Jump Development Exercises Pt 3 – Flow and Landing Drill (Chris Conte)

Chris Conte continues with Part 3 of a multi-part series on jump development exercises.  The series focuses on a set of warm-up exercises with important drills embedded in them.  The purpose of each drill is to improve the skills needed for double and triple jumps.  Most of these drills are general and apply to all multi-rotation jumps and are not focused on specific-jump take-off methods or technique.  In Part 1, Chris introduced the “snizzle” which is a combination of “snap drill” and “twizzle.”  In Part 2, he shows some basic warm-up drills including the backward jump snizzle.

In this video Chris shares two exercises.  This first is a a stroking exercise intended to warm up the skater and build flow while incorporating arms and head movements.  Chris calls this exercise “one arm two arm” because he wants the skater to focus not only on flow across the ice but on artistic arm movements as well.  He breaks the exercise down in detail, including the backward inside edge to forward outside edge step/push.

Chris calls the second drill the “6 count drill” and it’s intended to improve landings (and also axel take-offs).  He explains what happens on each count.  Notice the body positions and alignment in these drills.  It they are not done precisely, the drill is essentially worthless.  The drill consists of doing a forward push onto an outside edge followed by a crossover and a mohawk with a push back into the landing position.  Again, that description is completely inadequate as the value in the drill is based on body positions and isolation of body movement.  At the end of the video, Chris also covers head position and movement for this drill in detail.

As he describes, Chris likes to have his better skaters demonstrate his drills to his younger/newer skaters (he mistakenly says he uses “younger” skaters to demonstrate but he means those skaters that have more experience doing the drills proficiently).  The demonstrator gets more practice this way and the younger skater sees what the drill looks like when performed by a peer.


GOAL OF THE EXERCISE: Could you return the full listing, every line exactly as given?

--- ENTRIES SUPPLIED Enclosed Below ---

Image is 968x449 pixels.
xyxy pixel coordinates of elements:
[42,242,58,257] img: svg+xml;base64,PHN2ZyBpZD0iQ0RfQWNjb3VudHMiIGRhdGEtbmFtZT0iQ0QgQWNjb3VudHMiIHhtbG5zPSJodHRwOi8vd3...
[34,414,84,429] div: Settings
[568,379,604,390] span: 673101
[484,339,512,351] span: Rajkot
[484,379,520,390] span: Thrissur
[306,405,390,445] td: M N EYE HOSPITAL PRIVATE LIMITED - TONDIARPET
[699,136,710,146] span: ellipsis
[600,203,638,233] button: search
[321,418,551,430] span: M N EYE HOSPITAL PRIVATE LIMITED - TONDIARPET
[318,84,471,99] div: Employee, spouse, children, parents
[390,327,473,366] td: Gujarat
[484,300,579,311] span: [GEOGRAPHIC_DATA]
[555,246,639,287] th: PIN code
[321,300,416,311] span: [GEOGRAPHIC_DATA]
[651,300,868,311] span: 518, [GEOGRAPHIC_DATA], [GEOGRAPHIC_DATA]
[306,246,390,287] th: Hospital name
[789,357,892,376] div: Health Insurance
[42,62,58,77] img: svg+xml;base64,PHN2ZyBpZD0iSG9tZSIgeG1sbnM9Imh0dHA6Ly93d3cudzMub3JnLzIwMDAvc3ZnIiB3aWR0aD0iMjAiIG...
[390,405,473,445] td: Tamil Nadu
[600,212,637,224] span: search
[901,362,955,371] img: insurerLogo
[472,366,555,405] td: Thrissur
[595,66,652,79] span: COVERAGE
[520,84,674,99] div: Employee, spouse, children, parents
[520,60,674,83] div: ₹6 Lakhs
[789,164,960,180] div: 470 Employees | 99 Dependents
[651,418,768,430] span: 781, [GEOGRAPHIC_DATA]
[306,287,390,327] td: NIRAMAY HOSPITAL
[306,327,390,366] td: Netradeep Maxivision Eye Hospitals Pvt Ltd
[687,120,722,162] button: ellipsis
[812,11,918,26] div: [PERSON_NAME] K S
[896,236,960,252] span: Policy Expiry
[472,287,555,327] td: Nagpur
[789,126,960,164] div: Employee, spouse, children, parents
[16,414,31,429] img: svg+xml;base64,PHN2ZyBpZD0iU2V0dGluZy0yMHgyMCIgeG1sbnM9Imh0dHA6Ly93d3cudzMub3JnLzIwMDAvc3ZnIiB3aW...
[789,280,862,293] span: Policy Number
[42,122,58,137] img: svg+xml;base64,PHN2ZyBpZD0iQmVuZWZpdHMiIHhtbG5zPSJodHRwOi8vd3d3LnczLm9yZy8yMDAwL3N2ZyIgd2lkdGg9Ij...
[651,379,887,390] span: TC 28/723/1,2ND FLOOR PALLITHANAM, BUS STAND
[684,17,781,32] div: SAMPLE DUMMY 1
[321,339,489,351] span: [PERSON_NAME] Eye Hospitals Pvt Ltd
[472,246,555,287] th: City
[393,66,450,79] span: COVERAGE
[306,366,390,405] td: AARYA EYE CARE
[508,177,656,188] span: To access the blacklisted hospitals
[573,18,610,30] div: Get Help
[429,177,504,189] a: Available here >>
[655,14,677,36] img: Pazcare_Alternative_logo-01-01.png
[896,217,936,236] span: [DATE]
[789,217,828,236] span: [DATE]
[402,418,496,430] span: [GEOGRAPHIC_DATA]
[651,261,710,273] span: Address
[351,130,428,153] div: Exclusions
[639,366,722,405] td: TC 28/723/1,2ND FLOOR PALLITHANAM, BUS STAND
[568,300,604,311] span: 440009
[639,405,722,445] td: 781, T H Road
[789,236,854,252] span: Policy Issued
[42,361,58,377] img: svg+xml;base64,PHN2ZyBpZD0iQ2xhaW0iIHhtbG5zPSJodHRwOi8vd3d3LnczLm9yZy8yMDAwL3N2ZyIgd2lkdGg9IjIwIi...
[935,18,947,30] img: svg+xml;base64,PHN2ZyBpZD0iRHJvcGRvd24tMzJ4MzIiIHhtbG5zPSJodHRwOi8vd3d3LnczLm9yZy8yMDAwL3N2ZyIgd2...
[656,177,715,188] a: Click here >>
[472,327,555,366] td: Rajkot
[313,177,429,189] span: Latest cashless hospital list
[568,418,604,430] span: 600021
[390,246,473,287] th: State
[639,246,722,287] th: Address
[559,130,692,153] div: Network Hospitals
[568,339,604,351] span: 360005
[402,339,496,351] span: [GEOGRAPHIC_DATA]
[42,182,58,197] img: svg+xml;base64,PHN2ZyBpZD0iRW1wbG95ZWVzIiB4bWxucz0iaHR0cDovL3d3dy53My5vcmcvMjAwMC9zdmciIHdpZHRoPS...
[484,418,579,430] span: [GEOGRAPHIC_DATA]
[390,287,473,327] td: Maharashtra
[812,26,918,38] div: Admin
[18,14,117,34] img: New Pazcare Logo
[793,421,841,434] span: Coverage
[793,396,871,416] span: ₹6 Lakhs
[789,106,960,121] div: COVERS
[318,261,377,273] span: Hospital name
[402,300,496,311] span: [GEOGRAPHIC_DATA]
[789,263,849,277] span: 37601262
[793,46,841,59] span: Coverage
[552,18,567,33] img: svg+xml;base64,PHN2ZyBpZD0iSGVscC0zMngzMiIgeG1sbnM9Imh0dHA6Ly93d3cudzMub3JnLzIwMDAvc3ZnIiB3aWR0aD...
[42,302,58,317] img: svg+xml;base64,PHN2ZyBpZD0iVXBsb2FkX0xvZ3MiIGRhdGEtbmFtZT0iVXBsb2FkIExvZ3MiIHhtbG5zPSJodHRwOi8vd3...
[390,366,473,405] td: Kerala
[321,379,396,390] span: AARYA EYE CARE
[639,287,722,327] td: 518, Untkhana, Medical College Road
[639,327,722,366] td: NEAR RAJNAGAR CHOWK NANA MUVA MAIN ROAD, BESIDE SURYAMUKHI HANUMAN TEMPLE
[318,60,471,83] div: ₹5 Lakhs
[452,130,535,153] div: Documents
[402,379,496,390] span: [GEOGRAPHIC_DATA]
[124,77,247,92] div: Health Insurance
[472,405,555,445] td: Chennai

--- End of Enclosed ENTRIES SUPPLIED ---

EXERCISE ANSWER:
Image is 968x449 pixels.
xyxy pixel coordinates of elements:
[42,242,58,257] img: svg+xml;base64,PHN2ZyBpZD0iQ0RfQWNjb3VudHMiIGRhdGEtbmFtZT0iQ0QgQWNjb3VudHMiIHhtbG5zPSJodHRwOi8vd3...
[34,414,84,429] div: Settings
[568,379,604,390] span: 673101
[484,339,512,351] span: Rajkot
[484,379,520,390] span: Thrissur
[306,405,390,445] td: M N EYE HOSPITAL PRIVATE LIMITED - TONDIARPET
[699,136,710,146] span: ellipsis
[600,203,638,233] button: search
[321,418,551,430] span: M N EYE HOSPITAL PRIVATE LIMITED - TONDIARPET
[318,84,471,99] div: Employee, spouse, children, parents
[390,327,473,366] td: Gujarat
[484,300,579,311] span: [GEOGRAPHIC_DATA]
[555,246,639,287] th: PIN code
[321,300,416,311] span: [GEOGRAPHIC_DATA]
[651,300,868,311] span: 518, [GEOGRAPHIC_DATA], [GEOGRAPHIC_DATA]
[306,246,390,287] th: Hospital name
[789,357,892,376] div: Health Insurance
[42,62,58,77] img: svg+xml;base64,PHN2ZyBpZD0iSG9tZSIgeG1sbnM9Imh0dHA6Ly93d3cudzMub3JnLzIwMDAvc3ZnIiB3aWR0aD0iMjAiIG...
[390,405,473,445] td: Tamil Nadu
[600,212,637,224] span: search
[901,362,955,371] img: insurerLogo
[472,366,555,405] td: Thrissur
[595,66,652,79] span: COVERAGE
[520,84,674,99] div: Employee, spouse, children, parents
[520,60,674,83] div: ₹6 Lakhs
[789,164,960,180] div: 470 Employees | 99 Dependents
[651,418,768,430] span: 781, [GEOGRAPHIC_DATA]
[306,287,390,327] td: NIRAMAY HOSPITAL
[306,327,390,366] td: Netradeep Maxivision Eye Hospitals Pvt Ltd
[687,120,722,162] button: ellipsis
[812,11,918,26] div: [PERSON_NAME] K S
[896,236,960,252] span: Policy Expiry
[472,287,555,327] td: Nagpur
[789,126,960,164] div: Employee, spouse, children, parents
[16,414,31,429] img: svg+xml;base64,PHN2ZyBpZD0iU2V0dGluZy0yMHgyMCIgeG1sbnM9Imh0dHA6Ly93d3cudzMub3JnLzIwMDAvc3ZnIiB3aW...
[789,280,862,293] span: Policy Number
[42,122,58,137] img: svg+xml;base64,PHN2ZyBpZD0iQmVuZWZpdHMiIHhtbG5zPSJodHRwOi8vd3d3LnczLm9yZy8yMDAwL3N2ZyIgd2lkdGg9Ij...
[651,379,887,390] span: TC 28/723/1,2ND FLOOR PALLITHANAM, BUS STAND
[684,17,781,32] div: SAMPLE DUMMY 1
[321,339,489,351] span: [PERSON_NAME] Eye Hospitals Pvt Ltd
[472,246,555,287] th: City
[393,66,450,79] span: COVERAGE
[306,366,390,405] td: AARYA EYE CARE
[508,177,656,188] span: To access the blacklisted hospitals
[573,18,610,30] div: Get Help
[429,177,504,189] a: Available here >>
[655,14,677,36] img: Pazcare_Alternative_logo-01-01.png
[896,217,936,236] span: [DATE]
[789,217,828,236] span: [DATE]
[402,418,496,430] span: [GEOGRAPHIC_DATA]
[651,261,710,273] span: Address
[351,130,428,153] div: Exclusions
[639,366,722,405] td: TC 28/723/1,2ND FLOOR PALLITHANAM, BUS STAND
[568,300,604,311] span: 440009
[639,405,722,445] td: 781, T H Road
[789,236,854,252] span: Policy Issued
[42,361,58,377] img: svg+xml;base64,PHN2ZyBpZD0iQ2xhaW0iIHhtbG5zPSJodHRwOi8vd3d3LnczLm9yZy8yMDAwL3N2ZyIgd2lkdGg9IjIwIi...
[935,18,947,30] img: svg+xml;base64,PHN2ZyBpZD0iRHJvcGRvd24tMzJ4MzIiIHhtbG5zPSJodHRwOi8vd3d3LnczLm9yZy8yMDAwL3N2ZyIgd2...
[656,177,715,188] a: Click here >>
[472,327,555,366] td: Rajkot
[313,177,429,189] span: Latest cashless hospital list
[568,418,604,430] span: 600021
[390,246,473,287] th: State
[639,246,722,287] th: Address
[559,130,692,153] div: Network Hospitals
[568,339,604,351] span: 360005
[402,339,496,351] span: [GEOGRAPHIC_DATA]
[42,182,58,197] img: svg+xml;base64,PHN2ZyBpZD0iRW1wbG95ZWVzIiB4bWxucz0iaHR0cDovL3d3dy53My5vcmcvMjAwMC9zdmciIHdpZHRoPS...
[484,418,579,430] span: [GEOGRAPHIC_DATA]
[390,287,473,327] td: Maharashtra
[812,26,918,38] div: Admin
[18,14,117,34] img: New Pazcare Logo
[793,421,841,434] span: Coverage
[793,396,871,416] span: ₹6 Lakhs
[789,106,960,121] div: COVERS
[318,261,377,273] span: Hospital name
[402,300,496,311] span: [GEOGRAPHIC_DATA]
[789,263,849,277] span: 37601262
[793,46,841,59] span: Coverage
[552,18,567,33] img: svg+xml;base64,PHN2ZyBpZD0iSGVscC0zMngzMiIgeG1sbnM9Imh0dHA6Ly93d3cudzMub3JnLzIwMDAvc3ZnIiB3aWR0aD...
[42,302,58,317] img: svg+xml;base64,PHN2ZyBpZD0iVXBsb2FkX0xvZ3MiIGRhdGEtbmFtZT0iVXBsb2FkIExvZ3MiIHhtbG5zPSJodHRwOi8vd3...
[390,366,473,405] td: Kerala
[321,379,396,390] span: AARYA EYE CARE
[639,287,722,327] td: 518, Untkhana, Medical College Road
[639,327,722,366] td: NEAR RAJNAGAR CHOWK NANA MUVA MAIN ROAD, BESIDE SURYAMUKHI HANUMAN TEMPLE
[318,60,471,83] div: ₹5 Lakhs
[452,130,535,153] div: Documents
[402,379,496,390] span: [GEOGRAPHIC_DATA]
[124,77,247,92] div: Health Insurance
[472,405,555,445] td: Chennai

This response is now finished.